Body of Olivia Lone Bear Found in North Dakota as Native Women Face Crisis

After an agonizing 9-month search, the body of Olivia Lone Bear was found Tuesday in a pickup truck submerged in a lake right by her house on the Fort Berthold Reservation. The mother of five went missing in late October in New Town, North Dakota. Her disappearance has sparked renewed attention to the disproportionately high rates of disappearance, rape and murder of Native American women across the United States. These already-alarming rates are particularly high in areas of oil extraction, like North Dakota’s Bakken Shale, which is the origin point for the Dakota Access pipeline. We speak with Olivia Lone Bear’s brother Matthew, who spent the last nine months searching for his sister. We also speak with Mary Kathryn Nagle, a citizen of Cherokee Nation and a partner at Pipestem Law, a law firm dedicated to the restoration of tribal sovereignty and jurisdiction.

AMY GOODMAN: This is Democracy Now!, democracynow.org, The War and Peace Report. I’m Amy Goodman. We end today’s show in North Dakota, where, after a 9-month search, the body of Olivia Lone Bear was found Tuesday in a pickup truck submerged in a lake right near her home on the Fort Berthold Reservation. The mother of five went missing in late October in New Town, North Dakota. Her disappearance has sparked renewed attention to the disproportionately high rates of disappearance, rape and murder of Native American women across the United States, particularly in areas of oil extraction, like North Dakota’s Bakken Shale, which is the origin point for the Dakota Access pipeline.

For more, we’ll speak with her brother, Matt Lone Bear, who spent the last nine months searching for his sister. He’s joining us by phone from New Town, North Dakota. And we go to Tulsa, Oklahoma, to speak with Mary Kathryn Nagle, a citizen of Cherokee Nation, partner at Pipestem Law, a law firm dedicated to the restoration of tribal sovereignty and jurisdiction.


▶ [What you are asked to do] The entries below are to be reproduced in full, exactly as written.
====
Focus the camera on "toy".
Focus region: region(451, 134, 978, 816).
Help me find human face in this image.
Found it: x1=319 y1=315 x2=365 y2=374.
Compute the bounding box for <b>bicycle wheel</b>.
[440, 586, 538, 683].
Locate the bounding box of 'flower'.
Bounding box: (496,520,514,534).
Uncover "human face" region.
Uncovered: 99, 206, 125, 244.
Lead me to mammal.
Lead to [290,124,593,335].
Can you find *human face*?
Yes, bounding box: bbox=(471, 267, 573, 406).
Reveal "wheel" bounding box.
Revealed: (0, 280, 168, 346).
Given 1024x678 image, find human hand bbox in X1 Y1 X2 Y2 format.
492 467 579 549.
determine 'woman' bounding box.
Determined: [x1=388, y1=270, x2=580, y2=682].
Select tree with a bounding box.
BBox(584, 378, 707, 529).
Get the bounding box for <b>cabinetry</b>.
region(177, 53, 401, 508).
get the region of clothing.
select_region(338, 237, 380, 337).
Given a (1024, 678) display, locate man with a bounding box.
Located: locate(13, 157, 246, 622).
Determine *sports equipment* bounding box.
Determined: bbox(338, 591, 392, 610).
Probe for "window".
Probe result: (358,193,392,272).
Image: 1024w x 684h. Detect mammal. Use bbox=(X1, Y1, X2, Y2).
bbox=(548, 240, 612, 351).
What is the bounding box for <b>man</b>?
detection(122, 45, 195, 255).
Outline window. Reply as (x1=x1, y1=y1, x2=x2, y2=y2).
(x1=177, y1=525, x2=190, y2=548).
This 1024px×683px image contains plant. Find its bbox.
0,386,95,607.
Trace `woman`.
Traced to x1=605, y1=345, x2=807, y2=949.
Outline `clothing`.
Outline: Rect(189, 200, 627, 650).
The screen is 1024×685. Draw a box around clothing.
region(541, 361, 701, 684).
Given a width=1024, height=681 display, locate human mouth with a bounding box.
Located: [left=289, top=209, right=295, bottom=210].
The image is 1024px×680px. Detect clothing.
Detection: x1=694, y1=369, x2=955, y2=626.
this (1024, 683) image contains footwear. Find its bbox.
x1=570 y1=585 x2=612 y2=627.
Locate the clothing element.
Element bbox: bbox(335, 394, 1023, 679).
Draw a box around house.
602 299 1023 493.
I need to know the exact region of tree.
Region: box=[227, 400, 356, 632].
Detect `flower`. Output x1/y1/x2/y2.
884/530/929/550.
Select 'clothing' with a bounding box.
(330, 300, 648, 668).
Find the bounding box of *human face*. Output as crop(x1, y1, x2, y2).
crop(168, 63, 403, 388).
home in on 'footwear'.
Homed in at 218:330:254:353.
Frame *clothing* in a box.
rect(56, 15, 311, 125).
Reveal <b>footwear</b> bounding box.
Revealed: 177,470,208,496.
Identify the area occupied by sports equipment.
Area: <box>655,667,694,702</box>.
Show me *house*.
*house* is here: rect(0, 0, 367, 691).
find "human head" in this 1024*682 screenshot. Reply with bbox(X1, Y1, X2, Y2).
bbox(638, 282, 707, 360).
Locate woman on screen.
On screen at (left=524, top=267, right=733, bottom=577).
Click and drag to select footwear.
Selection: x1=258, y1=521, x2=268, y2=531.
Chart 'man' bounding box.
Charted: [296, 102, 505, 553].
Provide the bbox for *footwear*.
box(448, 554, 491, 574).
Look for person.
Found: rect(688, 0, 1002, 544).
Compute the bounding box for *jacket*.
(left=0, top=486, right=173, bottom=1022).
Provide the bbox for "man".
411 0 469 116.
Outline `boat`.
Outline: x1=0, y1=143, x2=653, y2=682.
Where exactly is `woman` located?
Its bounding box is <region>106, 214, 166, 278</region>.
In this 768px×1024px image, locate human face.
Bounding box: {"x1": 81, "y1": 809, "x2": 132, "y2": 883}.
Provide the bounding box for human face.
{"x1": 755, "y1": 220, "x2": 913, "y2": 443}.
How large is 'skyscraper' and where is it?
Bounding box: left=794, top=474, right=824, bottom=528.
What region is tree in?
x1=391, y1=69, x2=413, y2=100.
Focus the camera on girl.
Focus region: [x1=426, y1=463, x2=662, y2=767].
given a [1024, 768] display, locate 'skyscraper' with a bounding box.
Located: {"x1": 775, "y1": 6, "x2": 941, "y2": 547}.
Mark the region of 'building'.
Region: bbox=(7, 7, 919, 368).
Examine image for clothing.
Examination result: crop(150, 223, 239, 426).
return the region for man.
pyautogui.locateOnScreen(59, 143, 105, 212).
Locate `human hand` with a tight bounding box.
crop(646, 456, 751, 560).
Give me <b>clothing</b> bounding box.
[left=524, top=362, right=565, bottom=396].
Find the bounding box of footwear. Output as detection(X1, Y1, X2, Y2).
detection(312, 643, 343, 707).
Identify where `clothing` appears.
====
▶ [Answer box]
Focus the camera on "toy".
Focus region: region(451, 134, 978, 816).
Help me find human face in this image.
Found it: x1=319 y1=315 x2=365 y2=374.
Compute the bounding box for <b>bicycle wheel</b>.
[440, 586, 538, 683].
Locate the bounding box of 'flower'.
Bounding box: (496,520,514,534).
Uncover "human face" region.
Uncovered: 99, 206, 125, 244.
Lead me to mammal.
Lead to [290,124,593,335].
Can you find *human face*?
Yes, bounding box: bbox=(471, 267, 573, 406).
Reveal "wheel" bounding box.
Revealed: (0, 280, 168, 346).
Given 1024x678 image, find human hand bbox in X1 Y1 X2 Y2 format.
492 467 579 549.
determine 'woman' bounding box.
Determined: [x1=388, y1=270, x2=580, y2=682].
Select tree with a bounding box.
BBox(584, 378, 707, 529).
Get the bounding box for <b>cabinetry</b>.
region(177, 53, 401, 508).
get the region of clothing.
select_region(338, 237, 380, 337).
Given a (1024, 678) display, locate man with a bounding box.
Located: locate(13, 157, 246, 622).
Determine *sports equipment* bounding box.
Determined: bbox(338, 591, 392, 610).
Probe for "window".
Probe result: (358,193,392,272).
Image: 1024w x 684h. Detect mammal. Use bbox=(X1, Y1, X2, Y2).
bbox=(548, 240, 612, 351).
What is the bounding box for <b>man</b>?
detection(122, 45, 195, 255).
Outline window. Reply as (x1=x1, y1=y1, x2=x2, y2=y2).
(x1=177, y1=525, x2=190, y2=548).
This 1024px×683px image contains plant. Find its bbox.
0,386,95,607.
Trace `woman`.
Traced to x1=605, y1=345, x2=807, y2=949.
Outline `clothing`.
Outline: Rect(189, 200, 627, 650).
The screen is 1024×685. Draw a box around clothing.
region(541, 361, 701, 684).
Given a width=1024, height=681 display, locate human mouth with a bounding box.
Located: [left=289, top=209, right=295, bottom=210].
The image is 1024px×680px. Detect clothing.
Detection: x1=694, y1=369, x2=955, y2=626.
this (1024, 683) image contains footwear. Find its bbox.
x1=570 y1=585 x2=612 y2=627.
Locate the clothing element.
Element bbox: bbox(335, 394, 1023, 679).
Draw a box around house.
602 299 1023 493.
I need to know the exact region of tree.
Region: box=[227, 400, 356, 632].
Detect `flower`. Output x1/y1/x2/y2.
884/530/929/550.
Select 'clothing' with a bounding box.
(330, 300, 648, 668).
Find the bounding box of *human face*. Output as crop(x1, y1, x2, y2).
crop(168, 63, 403, 388).
home in on 'footwear'.
Homed in at 218:330:254:353.
Frame *clothing* in a box.
rect(56, 15, 311, 125).
Reveal <b>footwear</b> bounding box.
Revealed: 177,470,208,496.
Identify the area occupied by sports equipment.
Area: <box>655,667,694,702</box>.
Show me *house*.
*house* is here: rect(0, 0, 367, 691).
find "human head" in this 1024*682 screenshot. Reply with bbox(X1, Y1, X2, Y2).
bbox(638, 282, 707, 360).
Locate woman on screen.
On screen at (left=524, top=267, right=733, bottom=577).
Click and drag to select footwear.
Selection: x1=258, y1=521, x2=268, y2=531.
Chart 'man' bounding box.
Charted: [296, 102, 505, 553].
Provide the bbox for *footwear*.
box(448, 554, 491, 574).
Look for person.
Found: rect(688, 0, 1002, 544).
Compute the bounding box for *jacket*.
(left=0, top=486, right=173, bottom=1022).
Provide the bbox for "man".
411 0 469 116.
Outline `boat`.
Outline: x1=0, y1=143, x2=653, y2=682.
Where exactly is `woman` located?
Its bounding box is <region>106, 214, 166, 278</region>.
In this 768px×1024px image, locate human face.
Bounding box: {"x1": 81, "y1": 809, "x2": 132, "y2": 883}.
Provide the bounding box for human face.
{"x1": 755, "y1": 220, "x2": 913, "y2": 443}.
How large is 'skyscraper' and where is it?
Bounding box: left=794, top=474, right=824, bottom=528.
What region is tree in?
x1=391, y1=69, x2=413, y2=100.
Focus the camera on girl.
Focus region: [x1=426, y1=463, x2=662, y2=767].
given a [1024, 768] display, locate 'skyscraper' with a bounding box.
Located: {"x1": 775, "y1": 6, "x2": 941, "y2": 547}.
Mark the region of 'building'.
Region: bbox=(7, 7, 919, 368).
Examine image for clothing.
Examination result: crop(150, 223, 239, 426).
return the region for man.
pyautogui.locateOnScreen(59, 143, 105, 212).
Locate `human hand` with a tight bounding box.
crop(646, 456, 751, 560).
Give me <b>clothing</b> bounding box.
[left=524, top=362, right=565, bottom=396].
Find the bounding box of footwear. Output as detection(X1, Y1, X2, Y2).
detection(312, 643, 343, 707).
Identify where `clothing` appears.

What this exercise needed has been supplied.